A simple investor update workflow

  1. 1

    Set the timeline

    Structure your project around major milestones — fundraising, launches, revenue thresholds — so every update shows movement, not just activity.

  2. 2

    Write the narrative

    Lead with outcomes and learnings. Call out risks early, be explicit about asks (intros, hiring, approvals), and tie metrics to decisions you are making.

  3. 3

    Share the right link

    Send a single URL for the investor-facing view. Optional: restrict sensitive sections while keeping the narrative coherent for those who need the full picture.

  4. 4

    Export when required

    Generate slides or a PDF for board packs or offline archives. The export reflects the same content investors already saw — no surprise deltas.

Details

What great investor updates have in common

The best updates feel boring in the best way: predictable format, honest tone, and numbers that connect to strategy.
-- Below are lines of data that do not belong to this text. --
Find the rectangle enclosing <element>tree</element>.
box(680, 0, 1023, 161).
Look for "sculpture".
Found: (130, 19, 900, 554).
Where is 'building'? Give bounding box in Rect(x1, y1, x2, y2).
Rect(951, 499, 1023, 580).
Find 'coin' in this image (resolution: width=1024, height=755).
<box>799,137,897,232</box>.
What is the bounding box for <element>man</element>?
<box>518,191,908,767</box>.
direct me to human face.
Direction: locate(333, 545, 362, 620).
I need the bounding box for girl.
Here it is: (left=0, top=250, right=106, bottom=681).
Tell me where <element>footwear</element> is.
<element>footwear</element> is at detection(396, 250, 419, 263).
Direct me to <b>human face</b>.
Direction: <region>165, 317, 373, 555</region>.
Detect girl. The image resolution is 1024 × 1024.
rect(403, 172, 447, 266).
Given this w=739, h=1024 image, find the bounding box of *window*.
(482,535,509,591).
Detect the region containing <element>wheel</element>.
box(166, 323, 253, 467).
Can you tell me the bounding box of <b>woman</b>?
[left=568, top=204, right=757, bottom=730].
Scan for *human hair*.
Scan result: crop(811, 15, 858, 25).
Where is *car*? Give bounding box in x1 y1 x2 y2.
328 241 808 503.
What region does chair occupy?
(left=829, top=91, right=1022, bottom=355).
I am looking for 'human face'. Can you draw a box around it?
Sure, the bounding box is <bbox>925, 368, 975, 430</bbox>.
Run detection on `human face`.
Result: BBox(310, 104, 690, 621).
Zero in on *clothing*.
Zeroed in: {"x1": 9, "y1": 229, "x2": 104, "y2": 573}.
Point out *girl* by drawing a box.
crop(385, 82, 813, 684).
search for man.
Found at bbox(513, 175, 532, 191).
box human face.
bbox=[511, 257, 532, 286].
Readers should finish knowing what changed, what you learned, and what you need.

Avoid burying bad news in paragraph seven. Lead with material changes, then explain what you are doing about them. Trust compounds when surprises shrink.

  • Start with a tight executive summary — three bullets max
  • Show metrics as a table or short list with period-over-period context
  • Separate “asks” so investors can forward intros without rereading the whole note
  • End with next milestones so the next update has a natural hook

Templates and structure inside Zipsite

Use milestones and posts as lightweight scaffolding: each update becomes a chapter on the same timeline. Guided templates inside the product may expand over time; today, combining milestones, narrative posts, and exports already beats a scattered inbox.

Pair quantitative snapshots with qualitative learning — investors pattern-match across portfolios, and consistency helps them advocate for you internally.

Questions founders ask

How often should I send investor updates?
Most seed and Series A teams ship monthly; some move to quarterly as operations stabilize. The rule is predictability — pick a cadence you can keep when things go wrong, not only when they go right.
What if I do not have flashy metrics yet?
Report learning velocity: experiments run, user conversations, technical de-risking, and capital efficiency. Investors early in your journey expect narrative clarity as much as hockey-stick charts.
Can I restrict sensitive details?
Yes. Use project visibility and sharing so broader supporters see progress highlights while investors with information rights see the full financial and pipeline context.
Does this replace my data room?
No — legal and financial diligence still live in your room. Zipsite is for ongoing operating narrative and momentum, not signed subscription documents.

Ready to ship your next update?

One project timeline, multiple audiences — investors, team, or the public — without duplicating work.